Is this a dystopian drama or is it the natural conclusion to Trumpism? That was the main question I was left with on leaving Building the Wall. When does it become impossible for a drama to overdramatise the effects of a presidency as ridiculous and audacious as this one?
This powerful play is slow to start and takes time both to fully reveal its premise and to reach its climax. It is – however – breath taking when it gets there.
Set in 2019, there has been an attack on Times Square which led to President Trump imposing Martial Law to lock up and deport immigrants on a mass scale. Gloria (Angela Griffin) is an African American historian who is seeking to understand recent events through the case of Rick (Trevor White), who is incarcerated and awaiting trial for his role in the events that followed that period.
As Rick reveals the truth behind the corporate and industrial scale crimes he was a part of, we see parallels to history that are becoming commonplace in our discussion of Trump. As always when discussing martial law, immigration controls and divided countries, Nazi allegories are sometimes too easy to reach for. Here we also saw some parallels with the fascist governments – often imposed and supported by the US – in South America.
It is done skilfully here. Rick is not portrayed completely as a monster, but a man caught up in a system, behaving as monstrously as a cog in a machine that is crushing you to death. He is the good Nazi, just doing his job and getting by.
The staging is extremely dramatic with Rick on full view from the very opening of the play. The whole thing takes place in a soundproof box that is completely insulated. This has the dual effect of both making it clear that this is a prison cell and thus monitored at all times, but also of keeping the action slightly separate from the audience. We heard everything through speakers which, for me, removed an element of the humanity from the play.
There were a few plot holes that wouldn’t quite leave me alone. Politically, it was not explained how, in under two years, the US went from the imposition of martial law to the impeachment of Trump and the kind of prosecutions that would normally take years to achieve. Why didn’t Gloria know most of the details of what Rick is accused of if he’s standing trial? If she doesn’t, that would be a decision of those who have incarcerated him, so why is she being allowed in to interrogate him?
Overall though, if you can let these details wash over you, this is a commanding drama. Well-acted and beautifully staged to allow you to see the actors at all times (even the use of reflective glass seems to have been properly thought through to ensure this). It asks vital questions of where our current trajectory is leading us – both here and the US as the rhetoric on immigration continues to heat up.
It will be important for dramatists like the author Robert Schenkkan to keep asking the questions raised in Building the Wall. The role of art is not simply in holding a mirror up to a distorted society, but in ensuring those distortions never become normalised.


**What is being asked**
The task calls for each line of the records below in which the word "diagram" appears.

**Data tied to figure images**
····················

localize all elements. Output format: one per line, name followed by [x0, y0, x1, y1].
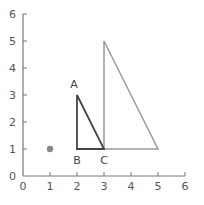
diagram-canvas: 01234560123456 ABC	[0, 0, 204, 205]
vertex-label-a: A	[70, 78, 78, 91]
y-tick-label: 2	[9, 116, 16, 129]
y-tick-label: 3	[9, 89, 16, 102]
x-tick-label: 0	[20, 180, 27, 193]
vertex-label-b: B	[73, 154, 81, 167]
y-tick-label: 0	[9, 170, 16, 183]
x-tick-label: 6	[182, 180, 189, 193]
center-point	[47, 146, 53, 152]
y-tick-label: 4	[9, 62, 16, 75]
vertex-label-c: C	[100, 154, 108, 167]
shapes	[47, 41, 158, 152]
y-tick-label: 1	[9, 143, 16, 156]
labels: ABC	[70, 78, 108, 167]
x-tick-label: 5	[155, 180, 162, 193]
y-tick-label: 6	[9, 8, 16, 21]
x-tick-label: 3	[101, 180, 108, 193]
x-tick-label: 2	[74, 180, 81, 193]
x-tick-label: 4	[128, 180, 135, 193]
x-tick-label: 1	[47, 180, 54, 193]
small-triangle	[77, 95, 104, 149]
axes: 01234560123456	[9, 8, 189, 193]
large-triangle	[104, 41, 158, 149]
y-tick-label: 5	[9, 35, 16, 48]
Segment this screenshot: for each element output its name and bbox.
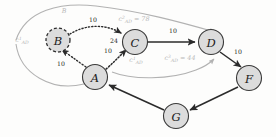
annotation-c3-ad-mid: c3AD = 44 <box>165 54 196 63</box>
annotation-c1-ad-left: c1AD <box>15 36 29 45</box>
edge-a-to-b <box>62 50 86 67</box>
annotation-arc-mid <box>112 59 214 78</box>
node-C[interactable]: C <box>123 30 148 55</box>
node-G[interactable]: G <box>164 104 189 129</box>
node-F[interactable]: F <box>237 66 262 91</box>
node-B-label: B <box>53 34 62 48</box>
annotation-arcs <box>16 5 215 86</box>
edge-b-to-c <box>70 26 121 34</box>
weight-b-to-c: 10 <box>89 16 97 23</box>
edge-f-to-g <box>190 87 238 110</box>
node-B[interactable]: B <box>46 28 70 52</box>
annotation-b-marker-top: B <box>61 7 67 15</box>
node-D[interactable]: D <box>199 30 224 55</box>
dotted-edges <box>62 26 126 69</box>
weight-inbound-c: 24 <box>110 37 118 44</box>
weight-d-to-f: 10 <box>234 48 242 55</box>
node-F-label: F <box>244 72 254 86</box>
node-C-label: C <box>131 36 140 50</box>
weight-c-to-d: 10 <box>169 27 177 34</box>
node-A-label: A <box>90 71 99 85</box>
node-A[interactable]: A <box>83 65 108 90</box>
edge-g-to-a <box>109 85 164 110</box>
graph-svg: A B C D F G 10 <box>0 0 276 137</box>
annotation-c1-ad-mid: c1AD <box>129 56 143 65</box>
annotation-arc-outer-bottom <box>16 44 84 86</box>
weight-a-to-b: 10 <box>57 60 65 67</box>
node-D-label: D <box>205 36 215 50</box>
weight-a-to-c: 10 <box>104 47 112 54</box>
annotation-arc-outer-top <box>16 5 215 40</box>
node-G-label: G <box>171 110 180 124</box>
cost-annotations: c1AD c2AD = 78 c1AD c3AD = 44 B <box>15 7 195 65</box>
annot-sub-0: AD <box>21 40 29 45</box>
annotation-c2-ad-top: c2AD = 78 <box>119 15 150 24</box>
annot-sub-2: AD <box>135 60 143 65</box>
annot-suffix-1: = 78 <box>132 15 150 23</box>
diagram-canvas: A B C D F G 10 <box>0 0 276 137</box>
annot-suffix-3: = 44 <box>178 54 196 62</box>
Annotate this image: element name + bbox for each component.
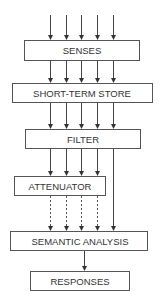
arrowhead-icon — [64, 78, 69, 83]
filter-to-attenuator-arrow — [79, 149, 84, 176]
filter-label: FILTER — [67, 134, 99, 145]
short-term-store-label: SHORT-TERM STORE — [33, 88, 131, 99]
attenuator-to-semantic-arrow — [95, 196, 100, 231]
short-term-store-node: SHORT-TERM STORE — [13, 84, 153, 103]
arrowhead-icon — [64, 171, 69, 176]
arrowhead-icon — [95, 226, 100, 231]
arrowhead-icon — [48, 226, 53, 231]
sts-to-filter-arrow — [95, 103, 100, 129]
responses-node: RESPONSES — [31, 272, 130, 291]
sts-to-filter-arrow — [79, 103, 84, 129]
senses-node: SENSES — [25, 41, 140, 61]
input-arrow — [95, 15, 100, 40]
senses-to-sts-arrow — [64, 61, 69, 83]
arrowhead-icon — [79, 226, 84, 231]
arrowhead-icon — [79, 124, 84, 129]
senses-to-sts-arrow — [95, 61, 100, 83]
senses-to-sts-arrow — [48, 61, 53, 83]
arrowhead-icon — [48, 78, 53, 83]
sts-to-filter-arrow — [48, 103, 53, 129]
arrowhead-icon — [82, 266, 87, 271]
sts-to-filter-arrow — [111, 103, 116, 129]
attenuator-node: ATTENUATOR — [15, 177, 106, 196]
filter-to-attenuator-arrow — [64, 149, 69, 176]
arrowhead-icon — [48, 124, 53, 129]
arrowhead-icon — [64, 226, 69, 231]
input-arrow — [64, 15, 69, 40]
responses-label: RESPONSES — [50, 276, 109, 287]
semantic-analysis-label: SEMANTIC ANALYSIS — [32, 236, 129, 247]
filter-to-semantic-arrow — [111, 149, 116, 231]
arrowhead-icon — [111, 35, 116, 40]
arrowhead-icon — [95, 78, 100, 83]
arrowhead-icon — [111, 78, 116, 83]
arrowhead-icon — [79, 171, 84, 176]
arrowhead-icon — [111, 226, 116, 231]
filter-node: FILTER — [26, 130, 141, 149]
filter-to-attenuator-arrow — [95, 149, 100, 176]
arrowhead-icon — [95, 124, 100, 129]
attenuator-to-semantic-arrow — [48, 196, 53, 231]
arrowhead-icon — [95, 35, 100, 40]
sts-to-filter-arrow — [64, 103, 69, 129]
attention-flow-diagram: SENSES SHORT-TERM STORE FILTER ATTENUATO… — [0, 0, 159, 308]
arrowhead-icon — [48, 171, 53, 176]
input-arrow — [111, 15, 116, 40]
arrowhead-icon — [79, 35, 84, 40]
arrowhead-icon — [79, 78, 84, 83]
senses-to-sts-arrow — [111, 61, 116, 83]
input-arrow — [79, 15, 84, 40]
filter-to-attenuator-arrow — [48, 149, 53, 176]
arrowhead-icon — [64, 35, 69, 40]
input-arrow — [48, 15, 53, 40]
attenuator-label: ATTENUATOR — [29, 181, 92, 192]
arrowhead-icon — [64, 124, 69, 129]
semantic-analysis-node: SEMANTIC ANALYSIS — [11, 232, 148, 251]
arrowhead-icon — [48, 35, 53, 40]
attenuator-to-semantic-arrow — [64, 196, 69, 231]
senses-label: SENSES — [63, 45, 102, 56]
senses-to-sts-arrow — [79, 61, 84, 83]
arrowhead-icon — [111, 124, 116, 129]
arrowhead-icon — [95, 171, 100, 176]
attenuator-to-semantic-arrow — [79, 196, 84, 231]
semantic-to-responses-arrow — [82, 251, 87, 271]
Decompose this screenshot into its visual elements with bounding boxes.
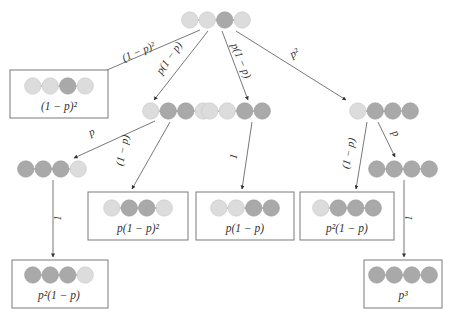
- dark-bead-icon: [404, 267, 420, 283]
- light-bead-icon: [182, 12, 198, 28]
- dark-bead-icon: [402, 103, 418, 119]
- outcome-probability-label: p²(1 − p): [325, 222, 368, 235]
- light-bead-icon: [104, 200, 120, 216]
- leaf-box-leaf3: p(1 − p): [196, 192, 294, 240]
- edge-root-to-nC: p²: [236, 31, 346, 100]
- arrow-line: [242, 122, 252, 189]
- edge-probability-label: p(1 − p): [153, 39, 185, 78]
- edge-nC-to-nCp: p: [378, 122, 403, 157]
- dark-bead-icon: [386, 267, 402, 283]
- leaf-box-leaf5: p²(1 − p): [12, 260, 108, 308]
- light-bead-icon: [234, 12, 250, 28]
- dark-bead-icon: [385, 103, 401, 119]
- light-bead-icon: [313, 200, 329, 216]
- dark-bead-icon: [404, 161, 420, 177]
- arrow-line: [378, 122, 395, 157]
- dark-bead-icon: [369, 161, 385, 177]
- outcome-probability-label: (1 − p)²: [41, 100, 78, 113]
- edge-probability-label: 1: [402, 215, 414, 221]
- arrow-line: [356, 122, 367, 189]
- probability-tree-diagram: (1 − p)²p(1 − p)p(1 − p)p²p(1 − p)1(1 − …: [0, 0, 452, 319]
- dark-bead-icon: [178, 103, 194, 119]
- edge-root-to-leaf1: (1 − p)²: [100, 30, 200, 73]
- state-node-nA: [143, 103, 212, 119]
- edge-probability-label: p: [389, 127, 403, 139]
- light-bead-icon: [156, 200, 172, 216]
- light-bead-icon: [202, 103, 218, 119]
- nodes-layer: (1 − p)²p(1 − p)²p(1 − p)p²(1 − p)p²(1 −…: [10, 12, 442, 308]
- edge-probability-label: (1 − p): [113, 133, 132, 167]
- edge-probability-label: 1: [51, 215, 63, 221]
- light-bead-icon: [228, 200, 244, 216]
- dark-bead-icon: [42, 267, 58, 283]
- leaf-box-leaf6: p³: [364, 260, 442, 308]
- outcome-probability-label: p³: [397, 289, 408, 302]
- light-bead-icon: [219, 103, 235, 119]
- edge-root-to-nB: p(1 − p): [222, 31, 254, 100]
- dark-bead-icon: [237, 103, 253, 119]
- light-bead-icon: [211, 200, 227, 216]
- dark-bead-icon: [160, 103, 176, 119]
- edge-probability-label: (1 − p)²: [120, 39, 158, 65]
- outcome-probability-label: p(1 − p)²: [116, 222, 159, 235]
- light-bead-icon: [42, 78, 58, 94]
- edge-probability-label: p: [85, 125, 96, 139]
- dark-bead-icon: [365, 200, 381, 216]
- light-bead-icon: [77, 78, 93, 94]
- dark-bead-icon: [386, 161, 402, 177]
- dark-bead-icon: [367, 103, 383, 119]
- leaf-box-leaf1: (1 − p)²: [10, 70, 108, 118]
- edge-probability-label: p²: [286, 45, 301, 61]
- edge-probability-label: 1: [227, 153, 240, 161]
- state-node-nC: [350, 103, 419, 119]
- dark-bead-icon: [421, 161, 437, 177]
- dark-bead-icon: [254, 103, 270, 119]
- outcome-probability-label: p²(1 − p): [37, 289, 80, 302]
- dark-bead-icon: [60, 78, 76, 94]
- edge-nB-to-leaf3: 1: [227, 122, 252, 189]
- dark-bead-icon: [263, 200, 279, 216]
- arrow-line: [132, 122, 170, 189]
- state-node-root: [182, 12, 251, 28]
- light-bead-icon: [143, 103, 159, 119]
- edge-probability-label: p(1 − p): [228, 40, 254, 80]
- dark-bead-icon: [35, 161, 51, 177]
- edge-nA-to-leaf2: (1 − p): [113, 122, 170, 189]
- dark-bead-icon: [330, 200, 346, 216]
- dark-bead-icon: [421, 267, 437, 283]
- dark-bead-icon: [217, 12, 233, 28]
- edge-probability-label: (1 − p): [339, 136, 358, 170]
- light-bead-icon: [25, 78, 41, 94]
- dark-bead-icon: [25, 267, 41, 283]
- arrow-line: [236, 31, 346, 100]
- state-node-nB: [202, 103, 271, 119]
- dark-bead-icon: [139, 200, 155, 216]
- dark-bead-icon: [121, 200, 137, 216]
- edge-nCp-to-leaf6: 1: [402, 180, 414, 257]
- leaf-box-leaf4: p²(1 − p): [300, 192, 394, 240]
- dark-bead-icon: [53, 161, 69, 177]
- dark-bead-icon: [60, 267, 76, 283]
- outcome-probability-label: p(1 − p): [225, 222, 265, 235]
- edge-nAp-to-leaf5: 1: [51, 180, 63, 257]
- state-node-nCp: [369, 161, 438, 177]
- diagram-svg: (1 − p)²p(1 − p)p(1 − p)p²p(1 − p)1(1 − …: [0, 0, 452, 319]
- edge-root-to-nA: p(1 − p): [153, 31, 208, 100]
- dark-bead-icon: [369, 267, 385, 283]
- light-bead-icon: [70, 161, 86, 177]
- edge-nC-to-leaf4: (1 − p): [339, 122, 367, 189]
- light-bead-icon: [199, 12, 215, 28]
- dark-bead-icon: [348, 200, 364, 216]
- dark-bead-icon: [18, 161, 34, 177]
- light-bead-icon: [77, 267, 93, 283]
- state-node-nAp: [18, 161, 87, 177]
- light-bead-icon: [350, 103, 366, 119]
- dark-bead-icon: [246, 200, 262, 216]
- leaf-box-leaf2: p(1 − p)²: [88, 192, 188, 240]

····················

**Exercise answer**
diagram-canvas: 01234560123456 ABC	[0, 0, 204, 205]
diagram-canvas: A B C D F G 10 <box>0 0 276 137</box>
attention-flow-diagram: SENSES SHORT-TERM STORE FILTER ATTENUATO… — [0, 0, 159, 308]
- probability-tree-diagram: (1 − p)²p(1 − p)p(1 − p)p²p(1 − p)1(1 − …: [0, 0, 452, 319]
- diagram-svg: (1 − p)²p(1 − p)p(1 − p)p²p(1 − p)1(1 − …: [0, 0, 452, 319]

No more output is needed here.